The Christopher Seton-Watson Prize
In memory of the Founder of the Association for the Study of Modern Italy (ASMI) and distinguished historian Christopher Seton-Watson, the Association’s journal, Modern Italy, offers a prize of €500 each year for the best article published in the journal during the calendar year.
All articles published in the four issues of the journal each year are read and evaluated by an expert panel of judges. The panel is appointed by the Editors of the journal and changes annually.
The Winning Paper
The judging will begin as soon as the fourth issue of the journal is published. The award of the prize will be made at the ASMI Annual Conference the following November.
Submissions
All submissions should be made online at the Modern Italy Scholar One Manuscripts site.
New users should first create an account. Once a user is logged onto the site submissions should be made via the Author Centre. Articles should not normally exceed 7,000 words in length, including endnotes, and should contain a 150 word summary of the article. Longer articles may be permitted at the discretion of the Editors. A list of tables, graphs and any other illustrative material should precede the main text (where applicable).
Current and Previous Winners
2022: Markus Wurzer "The social lives of mass-produced images of the 1935-41 Italian-Ethiopian War"
2021: Andrea Tarchi "Mabruchismo: concubinage and colonial power in Italian Libya (1911-1932) - Modern Italy"
2020: No award presented.
2019: Joint Winners - Nick Carter, for "The meaning of monuments: remembering Italo Balbo in Italy and the United States - Modern Italy" and Hannah Malone, for "The Republican legacy of Italy's Fascist ossuaries of the First World War - Modern Italy"
2018: Valeria Deplano "Within and outside the nation: former colonial subjects in post-war Italy'- Modern Italy"
2017: Catherine G O'Rawe "Back for Good: Melodrama and the Returning Soldier in Post-War Italian Cinema"
2016: Giuliana Minghelli "Icons of remorse: photography, anthropology and the erasure of history in 1950s Italy"
2015: Rhiannon Evangelista "The particular kindness of friends: ex-Fascists, clientage and the transition to democracy in Italy, 1945–1960"
2014: Joint winners - Ferdinand Goehde, for "A new military history of the Italian Risorgimento and Anti-Risorgimento: the case of ‘transnational soldiers’” and Stephen C. Bruner, for "Conflicting obituaries: the Abyssinian ‘outlaw’ Debeb as treacherous bandit and romantic hero in late nineteenth-century Italian imagination".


### [EXERCISE GOAL]
The records below are to be reproduced word for word.

--- WORKING DATA Enclosed Below ---

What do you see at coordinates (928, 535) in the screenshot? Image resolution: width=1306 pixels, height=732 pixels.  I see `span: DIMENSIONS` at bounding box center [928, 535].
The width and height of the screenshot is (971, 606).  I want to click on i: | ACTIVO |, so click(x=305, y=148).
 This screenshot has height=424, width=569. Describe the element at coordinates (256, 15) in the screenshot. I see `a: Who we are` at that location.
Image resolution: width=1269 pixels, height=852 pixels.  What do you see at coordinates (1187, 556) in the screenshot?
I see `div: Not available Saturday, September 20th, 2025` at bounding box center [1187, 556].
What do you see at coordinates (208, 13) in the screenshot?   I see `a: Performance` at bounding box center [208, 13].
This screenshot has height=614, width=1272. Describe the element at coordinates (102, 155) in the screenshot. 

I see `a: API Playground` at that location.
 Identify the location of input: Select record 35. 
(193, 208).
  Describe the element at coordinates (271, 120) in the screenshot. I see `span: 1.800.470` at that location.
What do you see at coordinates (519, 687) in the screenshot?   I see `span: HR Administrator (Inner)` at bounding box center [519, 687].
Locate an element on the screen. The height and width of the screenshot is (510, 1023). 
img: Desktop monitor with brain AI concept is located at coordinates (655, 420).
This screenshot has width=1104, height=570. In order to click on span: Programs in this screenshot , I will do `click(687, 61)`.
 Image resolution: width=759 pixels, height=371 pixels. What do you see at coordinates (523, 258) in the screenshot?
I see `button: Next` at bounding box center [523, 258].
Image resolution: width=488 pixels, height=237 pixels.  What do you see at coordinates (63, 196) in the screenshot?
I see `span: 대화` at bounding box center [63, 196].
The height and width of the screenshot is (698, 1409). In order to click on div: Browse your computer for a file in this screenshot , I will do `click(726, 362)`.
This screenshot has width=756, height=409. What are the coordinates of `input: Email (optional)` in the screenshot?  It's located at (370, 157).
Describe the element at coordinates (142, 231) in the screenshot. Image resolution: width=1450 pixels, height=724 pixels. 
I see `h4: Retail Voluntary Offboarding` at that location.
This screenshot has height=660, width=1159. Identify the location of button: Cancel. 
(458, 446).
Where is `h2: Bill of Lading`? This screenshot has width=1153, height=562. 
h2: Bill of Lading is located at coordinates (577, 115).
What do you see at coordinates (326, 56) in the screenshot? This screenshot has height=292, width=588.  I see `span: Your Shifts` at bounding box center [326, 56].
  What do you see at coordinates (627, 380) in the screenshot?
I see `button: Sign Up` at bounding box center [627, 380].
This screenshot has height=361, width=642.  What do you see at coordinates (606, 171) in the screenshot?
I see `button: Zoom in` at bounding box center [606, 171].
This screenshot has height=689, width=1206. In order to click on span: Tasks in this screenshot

--- End of Enclosed WORKING DATA ---

### [ANSWER BOX]
What do you see at coordinates (928, 535) in the screenshot? Image resolution: width=1306 pixels, height=732 pixels.  I see `span: DIMENSIONS` at bounding box center [928, 535].
The width and height of the screenshot is (971, 606).  I want to click on i: | ACTIVO |, so click(x=305, y=148).
 This screenshot has height=424, width=569. Describe the element at coordinates (256, 15) in the screenshot. I see `a: Who we are` at that location.
Image resolution: width=1269 pixels, height=852 pixels.  What do you see at coordinates (1187, 556) in the screenshot?
I see `div: Not available Saturday, September 20th, 2025` at bounding box center [1187, 556].
What do you see at coordinates (208, 13) in the screenshot?   I see `a: Performance` at bounding box center [208, 13].
This screenshot has height=614, width=1272. Describe the element at coordinates (102, 155) in the screenshot. 

I see `a: API Playground` at that location.
 Identify the location of input: Select record 35. 
(193, 208).
  Describe the element at coordinates (271, 120) in the screenshot. I see `span: 1.800.470` at that location.
What do you see at coordinates (519, 687) in the screenshot?   I see `span: HR Administrator (Inner)` at bounding box center [519, 687].
Locate an element on the screen. The height and width of the screenshot is (510, 1023). 
img: Desktop monitor with brain AI concept is located at coordinates (655, 420).
This screenshot has width=1104, height=570. In order to click on span: Programs in this screenshot , I will do `click(687, 61)`.
 Image resolution: width=759 pixels, height=371 pixels. What do you see at coordinates (523, 258) in the screenshot?
I see `button: Next` at bounding box center [523, 258].
Image resolution: width=488 pixels, height=237 pixels.  What do you see at coordinates (63, 196) in the screenshot?
I see `span: 대화` at bounding box center [63, 196].
The height and width of the screenshot is (698, 1409). In order to click on div: Browse your computer for a file in this screenshot , I will do `click(726, 362)`.
This screenshot has width=756, height=409. What are the coordinates of `input: Email (optional)` in the screenshot?  It's located at (370, 157).
Describe the element at coordinates (142, 231) in the screenshot. Image resolution: width=1450 pixels, height=724 pixels. 
I see `h4: Retail Voluntary Offboarding` at that location.
This screenshot has height=660, width=1159. Identify the location of button: Cancel. 
(458, 446).
Where is `h2: Bill of Lading`? This screenshot has width=1153, height=562. 
h2: Bill of Lading is located at coordinates (577, 115).
What do you see at coordinates (326, 56) in the screenshot? This screenshot has height=292, width=588.  I see `span: Your Shifts` at bounding box center [326, 56].
  What do you see at coordinates (627, 380) in the screenshot?
I see `button: Sign Up` at bounding box center [627, 380].
This screenshot has height=361, width=642.  What do you see at coordinates (606, 171) in the screenshot?
I see `button: Zoom in` at bounding box center [606, 171].
This screenshot has height=689, width=1206. In order to click on span: Tasks in this screenshot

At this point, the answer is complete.